The fact that the precise mechanism is yet unknown cannot be interpreted as that a supernatural being is injecting new genes into bacteria, enabling them to feed on synthetic molecules, as the site seems to insinuate.
You have misunderstood the article. It is not saying that God is injecting new genes into bacteria. It is suggesting that God designed the bacteria with a mechanism to create the new genes. Dr. Batten is saying that the evidence is that the new genes are not being formed by chance. If they are not by chance, they must be by design, even if that is by a designed mechanism for their generation.

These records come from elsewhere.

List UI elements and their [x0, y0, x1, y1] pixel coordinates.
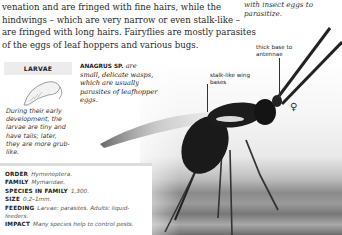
larvae-description: During their early development, the larv…	[4, 107, 72, 156]
larvae-heading: LARVAE	[4, 62, 72, 75]
fact-size: SIZE0.2–1mm.	[5, 195, 152, 203]
fact-family: FAMILYMymaridae.	[5, 178, 152, 186]
fact-key: SPECIES IN FAMILY	[5, 188, 68, 194]
larva-drawing	[4, 75, 72, 107]
fact-box: ORDERHymenoptera. FAMILYMymaridae. SPECI…	[0, 163, 152, 235]
book-page: venation and are fringed with fine hairs…	[0, 0, 342, 235]
female-symbol-icon: ♀	[290, 101, 297, 112]
fact-key: FEEDING	[5, 205, 34, 211]
fact-impact: IMPACTMany species help to control pests…	[5, 220, 152, 228]
fact-key: FAMILY	[5, 179, 28, 185]
fact-order: ORDERHymenoptera.	[5, 170, 152, 178]
fact-species: SPECIES IN FAMILY1,300.	[5, 187, 152, 195]
antennae-label: thick base to antennae	[256, 44, 306, 58]
top-right-caption: with insect eggs to parasitize.	[244, 0, 340, 18]
intro-text: venation and are fringed with fine hairs…	[2, 1, 257, 51]
fact-value: Many species help to control pests.	[33, 221, 134, 227]
wing-leader-line	[207, 84, 208, 112]
anagrus-caption: ANAGRUS SP. are small, delicate wasps, w…	[80, 62, 158, 105]
larva-icon	[4, 75, 72, 107]
antennae-leader-line	[279, 58, 280, 98]
wing-label: stalk-like wing bases	[210, 72, 252, 86]
fact-value: 0.2–1mm.	[23, 196, 51, 202]
species-name: ANAGRUS SP.	[80, 63, 124, 69]
fact-value: 1,300.	[71, 188, 89, 194]
fact-feeding: FEEDINGLarvae: parasites. Adults: liquid…	[5, 204, 145, 221]
intro-paragraph: venation and are fringed with fine hairs…	[2, 1, 257, 51]
fact-value: Hymenoptera.	[31, 171, 72, 177]
fact-key: SIZE	[5, 196, 20, 202]
fact-key: ORDER	[5, 171, 28, 177]
fact-value: Mymaridae.	[31, 179, 65, 185]
fact-key: IMPACT	[5, 221, 30, 227]
larvae-box: LARVAE During their early development, t…	[4, 62, 72, 160]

#24380: — 05/08  at  10:05 PM
...God designed the bacteria with a mechanism to create the new genes.
Well that was very considerate of Him!

smile

...Sorry, I couldn't resist.

Once in a while you get shown the light, in the strangest of places if you look at it right.

-Jerry Garcia



#24461: — 05/09  at  11:07 PM
And if we had not gotten around to inventing nylon, God's careful precautions would have seemed pretty silly, wouldn't they?

Anyhow, we can easily perform an experiment to determine whether, in fact, the ID approach is a neutral critique of evolution or a dishonest attempt to force our children to be indoctrinated with murderous Christian doctrines.

We simply draw up a syllabus to teach the kiddies creationism, following the Japanese conception, in which a brother and sister commit incest and generate a goddess who is the progenitor of the current emperor.

This creation story is as valid and checkable as any other, and therefore as worthy to be taught as the silly goatherd's ravings in Genesis.

Philip, I have answered all your questions. I keep bringing up the crimes of Christianity and you keep saying, 'Not me, not me.

Well, it was you. Nobody is making you join up with a gang of cutthroat murderers. You did it of your own free will, and we Unchosen People are entitled to hold you to account.